Yeah, Brown’s vocals are so goddamn weird that they get the brunt of a listener’s attention. The voice seems to come from somewhere deep in his stomach and get strangled by his liver, lungs, and kidneys on the way to his mouth. That’s a good thing. Body and mind are one, and he’s not dumb. Brown writes intelligent, poetic lyrics with a sense of humor and delivers them with his whole carcass rattling. This is especially true on Evening Call, his first album of all new material in over four years and his 23rd release in his nearly 30-year career. Brown’s songwriting has never been more creative. His voice never sounded more demonstrative. And as an added bonus, the backing instrumentation has never been more sensitive to the nuances of Brown’s many moods.

Like most of Brown’s records, this one is produced by electric guitarist extraordinaire Bo Ramsey and Brown himself. They know how to create an aural soundscape that emphasizes single notes hanging in air and a tempo reminiscent of walking the rails. Besides the clever intermix of Brown’s rhythm based acoustic guitar and Ramsey’s decorative electric guitar picking, credit also belongs to Rico Cicalo’s cool bass accents and Steve Hayes’s in the pocket drumming and percussion.

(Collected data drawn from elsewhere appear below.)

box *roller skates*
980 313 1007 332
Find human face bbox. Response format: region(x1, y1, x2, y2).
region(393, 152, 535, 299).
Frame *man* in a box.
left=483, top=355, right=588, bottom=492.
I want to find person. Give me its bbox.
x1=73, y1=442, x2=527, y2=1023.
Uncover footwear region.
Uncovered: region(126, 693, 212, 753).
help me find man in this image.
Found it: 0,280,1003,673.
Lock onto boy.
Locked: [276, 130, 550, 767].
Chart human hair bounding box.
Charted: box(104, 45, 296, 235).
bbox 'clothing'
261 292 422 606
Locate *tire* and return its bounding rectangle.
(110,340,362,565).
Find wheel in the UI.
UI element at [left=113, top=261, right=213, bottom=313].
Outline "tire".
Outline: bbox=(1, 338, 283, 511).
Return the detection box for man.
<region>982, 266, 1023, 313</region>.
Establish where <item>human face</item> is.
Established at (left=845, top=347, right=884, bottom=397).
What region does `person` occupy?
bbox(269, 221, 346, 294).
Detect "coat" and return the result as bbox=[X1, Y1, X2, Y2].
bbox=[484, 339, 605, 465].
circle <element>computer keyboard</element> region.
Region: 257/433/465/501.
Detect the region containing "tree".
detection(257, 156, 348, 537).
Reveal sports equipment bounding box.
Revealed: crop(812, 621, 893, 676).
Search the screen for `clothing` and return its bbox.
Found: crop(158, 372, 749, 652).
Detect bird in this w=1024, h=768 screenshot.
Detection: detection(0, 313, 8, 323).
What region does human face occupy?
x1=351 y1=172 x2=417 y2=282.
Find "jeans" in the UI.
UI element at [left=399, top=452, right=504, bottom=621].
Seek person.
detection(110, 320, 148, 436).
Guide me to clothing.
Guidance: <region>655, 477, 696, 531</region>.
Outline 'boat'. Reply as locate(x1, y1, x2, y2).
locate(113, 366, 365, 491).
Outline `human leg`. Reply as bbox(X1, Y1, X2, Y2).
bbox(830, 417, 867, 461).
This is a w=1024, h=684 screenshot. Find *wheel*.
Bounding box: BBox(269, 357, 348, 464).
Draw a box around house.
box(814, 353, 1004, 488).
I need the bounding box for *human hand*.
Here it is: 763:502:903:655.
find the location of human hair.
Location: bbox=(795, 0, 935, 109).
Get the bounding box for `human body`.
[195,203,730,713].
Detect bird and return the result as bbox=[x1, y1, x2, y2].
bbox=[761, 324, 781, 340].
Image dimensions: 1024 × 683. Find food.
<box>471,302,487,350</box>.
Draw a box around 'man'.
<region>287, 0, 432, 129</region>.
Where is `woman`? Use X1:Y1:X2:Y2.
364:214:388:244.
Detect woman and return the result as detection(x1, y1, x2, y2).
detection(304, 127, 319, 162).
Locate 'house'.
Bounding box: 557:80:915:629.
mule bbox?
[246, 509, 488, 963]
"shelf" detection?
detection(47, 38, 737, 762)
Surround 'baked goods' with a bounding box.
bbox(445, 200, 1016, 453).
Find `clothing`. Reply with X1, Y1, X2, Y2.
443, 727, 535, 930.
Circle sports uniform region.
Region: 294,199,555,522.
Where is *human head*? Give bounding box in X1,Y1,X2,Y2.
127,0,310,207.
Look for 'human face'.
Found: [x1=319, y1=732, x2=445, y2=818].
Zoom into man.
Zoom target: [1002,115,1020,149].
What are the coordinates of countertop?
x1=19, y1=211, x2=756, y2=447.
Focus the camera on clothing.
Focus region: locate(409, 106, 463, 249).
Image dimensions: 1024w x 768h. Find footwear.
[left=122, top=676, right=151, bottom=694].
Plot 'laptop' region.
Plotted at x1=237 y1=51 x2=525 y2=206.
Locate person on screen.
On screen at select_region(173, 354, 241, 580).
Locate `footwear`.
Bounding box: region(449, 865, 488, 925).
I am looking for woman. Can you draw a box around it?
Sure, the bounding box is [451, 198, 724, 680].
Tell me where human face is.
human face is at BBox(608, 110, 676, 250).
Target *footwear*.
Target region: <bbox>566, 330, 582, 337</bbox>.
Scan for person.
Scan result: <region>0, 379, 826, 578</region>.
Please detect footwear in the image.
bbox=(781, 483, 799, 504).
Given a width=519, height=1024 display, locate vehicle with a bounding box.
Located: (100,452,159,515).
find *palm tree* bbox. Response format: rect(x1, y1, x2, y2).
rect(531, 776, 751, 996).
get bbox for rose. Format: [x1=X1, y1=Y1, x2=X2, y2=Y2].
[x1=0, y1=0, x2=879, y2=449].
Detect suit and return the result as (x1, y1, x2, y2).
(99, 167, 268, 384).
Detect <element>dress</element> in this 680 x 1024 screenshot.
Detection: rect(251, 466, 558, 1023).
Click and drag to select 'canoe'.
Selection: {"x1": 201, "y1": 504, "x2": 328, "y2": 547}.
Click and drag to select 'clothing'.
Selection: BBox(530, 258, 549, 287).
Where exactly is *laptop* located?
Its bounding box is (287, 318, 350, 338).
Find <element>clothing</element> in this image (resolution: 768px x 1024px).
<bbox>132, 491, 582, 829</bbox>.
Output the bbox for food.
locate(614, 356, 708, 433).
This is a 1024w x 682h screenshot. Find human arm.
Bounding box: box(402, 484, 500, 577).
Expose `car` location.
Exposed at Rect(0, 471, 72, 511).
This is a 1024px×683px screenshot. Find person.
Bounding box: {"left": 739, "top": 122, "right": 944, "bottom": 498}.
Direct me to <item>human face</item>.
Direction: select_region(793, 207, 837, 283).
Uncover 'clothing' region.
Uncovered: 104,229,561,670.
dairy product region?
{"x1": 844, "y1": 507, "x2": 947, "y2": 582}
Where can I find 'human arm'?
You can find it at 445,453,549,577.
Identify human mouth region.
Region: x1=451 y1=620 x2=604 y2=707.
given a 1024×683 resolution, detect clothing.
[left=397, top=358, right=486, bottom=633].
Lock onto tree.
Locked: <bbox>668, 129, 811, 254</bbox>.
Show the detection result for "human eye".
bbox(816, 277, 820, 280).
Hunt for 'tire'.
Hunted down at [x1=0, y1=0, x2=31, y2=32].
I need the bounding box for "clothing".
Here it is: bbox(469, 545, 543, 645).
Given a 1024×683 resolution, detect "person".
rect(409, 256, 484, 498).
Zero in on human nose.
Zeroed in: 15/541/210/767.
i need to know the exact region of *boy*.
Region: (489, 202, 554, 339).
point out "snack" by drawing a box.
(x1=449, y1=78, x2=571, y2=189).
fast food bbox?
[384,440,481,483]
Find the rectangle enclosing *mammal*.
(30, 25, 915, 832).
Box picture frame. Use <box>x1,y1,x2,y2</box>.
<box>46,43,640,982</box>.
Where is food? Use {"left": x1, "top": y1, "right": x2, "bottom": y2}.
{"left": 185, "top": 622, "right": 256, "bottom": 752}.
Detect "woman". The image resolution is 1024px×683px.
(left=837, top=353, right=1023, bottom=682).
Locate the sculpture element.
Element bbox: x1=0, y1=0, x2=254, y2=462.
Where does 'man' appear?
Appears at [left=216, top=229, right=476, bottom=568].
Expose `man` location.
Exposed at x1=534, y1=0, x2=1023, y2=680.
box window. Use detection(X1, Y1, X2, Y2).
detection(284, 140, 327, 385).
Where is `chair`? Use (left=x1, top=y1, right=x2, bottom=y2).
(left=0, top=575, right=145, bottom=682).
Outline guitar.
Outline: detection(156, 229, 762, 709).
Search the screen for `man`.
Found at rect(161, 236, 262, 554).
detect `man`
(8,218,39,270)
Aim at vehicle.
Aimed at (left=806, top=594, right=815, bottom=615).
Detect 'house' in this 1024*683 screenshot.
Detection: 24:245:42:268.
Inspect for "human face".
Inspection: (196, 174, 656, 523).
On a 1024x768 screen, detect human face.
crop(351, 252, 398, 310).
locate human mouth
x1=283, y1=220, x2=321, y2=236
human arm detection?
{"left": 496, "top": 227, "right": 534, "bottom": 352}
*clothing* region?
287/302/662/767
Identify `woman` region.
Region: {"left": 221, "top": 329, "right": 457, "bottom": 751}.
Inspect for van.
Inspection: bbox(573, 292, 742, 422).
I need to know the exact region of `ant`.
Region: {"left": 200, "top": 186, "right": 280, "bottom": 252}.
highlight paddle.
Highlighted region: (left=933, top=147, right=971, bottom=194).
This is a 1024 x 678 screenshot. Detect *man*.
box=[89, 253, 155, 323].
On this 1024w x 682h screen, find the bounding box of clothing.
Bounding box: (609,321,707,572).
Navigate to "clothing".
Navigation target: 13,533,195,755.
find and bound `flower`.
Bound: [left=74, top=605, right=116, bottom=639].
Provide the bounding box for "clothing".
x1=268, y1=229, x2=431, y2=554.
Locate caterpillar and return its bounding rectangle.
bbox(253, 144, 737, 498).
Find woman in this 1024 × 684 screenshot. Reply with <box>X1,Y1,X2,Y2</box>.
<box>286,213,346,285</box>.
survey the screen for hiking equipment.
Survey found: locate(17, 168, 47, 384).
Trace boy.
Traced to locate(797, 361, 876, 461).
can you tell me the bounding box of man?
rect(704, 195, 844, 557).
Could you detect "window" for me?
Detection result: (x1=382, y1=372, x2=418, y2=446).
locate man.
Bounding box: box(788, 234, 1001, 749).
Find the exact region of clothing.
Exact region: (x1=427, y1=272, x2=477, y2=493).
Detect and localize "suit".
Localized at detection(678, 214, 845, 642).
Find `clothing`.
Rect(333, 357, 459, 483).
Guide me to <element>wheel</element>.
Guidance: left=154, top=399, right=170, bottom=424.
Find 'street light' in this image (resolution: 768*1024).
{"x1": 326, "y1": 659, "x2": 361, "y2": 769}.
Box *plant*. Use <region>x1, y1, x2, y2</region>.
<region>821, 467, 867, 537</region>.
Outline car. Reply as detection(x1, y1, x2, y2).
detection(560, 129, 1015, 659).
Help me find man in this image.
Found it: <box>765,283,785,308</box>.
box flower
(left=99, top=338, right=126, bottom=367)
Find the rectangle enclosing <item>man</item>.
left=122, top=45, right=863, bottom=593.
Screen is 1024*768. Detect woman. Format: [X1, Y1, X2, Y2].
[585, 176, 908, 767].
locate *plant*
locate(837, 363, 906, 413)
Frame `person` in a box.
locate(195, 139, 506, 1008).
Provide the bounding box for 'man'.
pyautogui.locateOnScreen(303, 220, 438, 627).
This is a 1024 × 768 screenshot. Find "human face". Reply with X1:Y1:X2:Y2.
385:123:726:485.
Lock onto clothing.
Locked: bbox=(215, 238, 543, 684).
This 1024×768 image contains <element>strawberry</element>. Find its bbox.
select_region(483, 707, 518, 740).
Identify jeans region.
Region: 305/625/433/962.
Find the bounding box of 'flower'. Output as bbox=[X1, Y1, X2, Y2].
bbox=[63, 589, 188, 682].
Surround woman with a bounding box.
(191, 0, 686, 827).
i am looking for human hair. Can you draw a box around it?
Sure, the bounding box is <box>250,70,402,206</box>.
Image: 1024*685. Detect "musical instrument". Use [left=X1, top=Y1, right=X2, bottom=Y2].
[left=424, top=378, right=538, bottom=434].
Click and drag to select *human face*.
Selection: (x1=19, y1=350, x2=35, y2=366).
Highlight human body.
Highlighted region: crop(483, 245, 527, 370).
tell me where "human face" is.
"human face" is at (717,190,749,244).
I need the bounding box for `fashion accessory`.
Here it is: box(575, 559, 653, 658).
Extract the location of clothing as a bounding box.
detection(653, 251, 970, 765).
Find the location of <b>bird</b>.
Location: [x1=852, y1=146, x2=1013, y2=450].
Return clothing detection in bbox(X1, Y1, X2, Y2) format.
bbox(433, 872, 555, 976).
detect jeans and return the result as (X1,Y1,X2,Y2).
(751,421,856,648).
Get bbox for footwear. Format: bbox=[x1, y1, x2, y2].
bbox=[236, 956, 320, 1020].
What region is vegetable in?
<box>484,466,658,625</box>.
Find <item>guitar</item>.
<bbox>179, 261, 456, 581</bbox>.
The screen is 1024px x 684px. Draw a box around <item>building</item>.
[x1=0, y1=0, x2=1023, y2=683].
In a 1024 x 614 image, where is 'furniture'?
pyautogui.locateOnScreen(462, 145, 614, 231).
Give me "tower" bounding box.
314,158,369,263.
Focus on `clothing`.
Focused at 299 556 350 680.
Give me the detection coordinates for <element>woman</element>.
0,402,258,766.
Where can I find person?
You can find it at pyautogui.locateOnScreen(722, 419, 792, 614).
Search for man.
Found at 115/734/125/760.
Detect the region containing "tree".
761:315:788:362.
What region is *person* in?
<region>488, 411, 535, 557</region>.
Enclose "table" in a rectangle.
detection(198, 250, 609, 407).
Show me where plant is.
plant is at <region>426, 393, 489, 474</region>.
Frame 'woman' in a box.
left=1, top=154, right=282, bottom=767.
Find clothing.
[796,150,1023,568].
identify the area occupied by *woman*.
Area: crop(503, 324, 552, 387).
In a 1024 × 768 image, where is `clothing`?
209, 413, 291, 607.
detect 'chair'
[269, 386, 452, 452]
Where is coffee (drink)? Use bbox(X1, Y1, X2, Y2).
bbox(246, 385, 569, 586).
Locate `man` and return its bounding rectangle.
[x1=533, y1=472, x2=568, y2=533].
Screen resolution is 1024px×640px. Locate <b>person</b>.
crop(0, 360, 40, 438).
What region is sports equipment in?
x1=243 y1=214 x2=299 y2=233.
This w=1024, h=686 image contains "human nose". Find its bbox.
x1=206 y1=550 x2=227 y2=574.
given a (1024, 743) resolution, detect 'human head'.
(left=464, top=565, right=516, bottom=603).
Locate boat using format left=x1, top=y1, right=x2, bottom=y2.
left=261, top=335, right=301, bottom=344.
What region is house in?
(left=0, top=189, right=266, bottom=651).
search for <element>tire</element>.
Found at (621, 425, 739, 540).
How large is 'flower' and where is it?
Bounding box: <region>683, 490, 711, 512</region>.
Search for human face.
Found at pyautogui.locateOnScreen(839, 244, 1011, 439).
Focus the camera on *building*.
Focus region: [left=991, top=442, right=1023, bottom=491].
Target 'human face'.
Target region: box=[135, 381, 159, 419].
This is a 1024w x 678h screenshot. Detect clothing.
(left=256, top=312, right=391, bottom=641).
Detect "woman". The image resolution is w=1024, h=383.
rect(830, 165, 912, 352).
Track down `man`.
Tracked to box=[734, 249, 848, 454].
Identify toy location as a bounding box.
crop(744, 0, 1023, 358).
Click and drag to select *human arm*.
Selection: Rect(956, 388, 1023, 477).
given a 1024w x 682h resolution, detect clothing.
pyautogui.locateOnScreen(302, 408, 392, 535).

But the playing would mean nothing without the songs, and Brown has come up with a dozen winners. The highlight is clearly “Eugene”, a six-minute travelogue of fishing spots and the open road told by a cross-country journeyman searching for the heart and soul of the American dream. It’s a throwback to beatnik poetry and nod towards the unknown future. Brown’s evocative imagery, “coffee-stained stack of maps”, “book of flies from a Missoula pawn shop”, “kipper snacks, smoked oysters and gun powder tea”, “cold whiskey from a tin cup”, etc., and keen observations about life, “the blandification of our whole situation”, “everybody’s got a story, everybody’s got a family, and a lot of ‘em have RVs”, “trout are English, bass are Polish”, “roads are stupid crowded everywhere, kids are used to it”, and such, make this one of those long songs that you wished would never end. Brown sort of talks it and sings it at the same time, in the tradition of a Jack Kerouac or Lawrence Ferlinghetti (the latter of whom is name checked in the song).

The other songs seem more conventional in their approach, but are just as unusual in their own way. Brown’s concerned with capturing the spiritual and emotional truths that guide are lives, and that often means reaching for the surreal as a way of communicating. He sings of empty cups “whose lipstick stains are kissing me”, when “the cold moon had to close her pretty eye”, and a myriad of other places, people and things that suggest much more than they say. And then again, there’s the way Brown tells his stories, with his deep voice redolent with an understanding of hidden mysteries of existence.

The biggest mystery on this album for Brown is love. It’s the underlying theme of most songs, and makes an appearance on all the rest. Perhaps that’s why his corporeal presence works so well, for that is the place where the body and spirit meet. “People who say they understand love, they are either a liar or a fool,” he sings directly on “Joy Tears”. That doesn’t stop Brown from trying to understand what love is or explain it in his music. If that makes us fools for listening, well I’m happy to be one.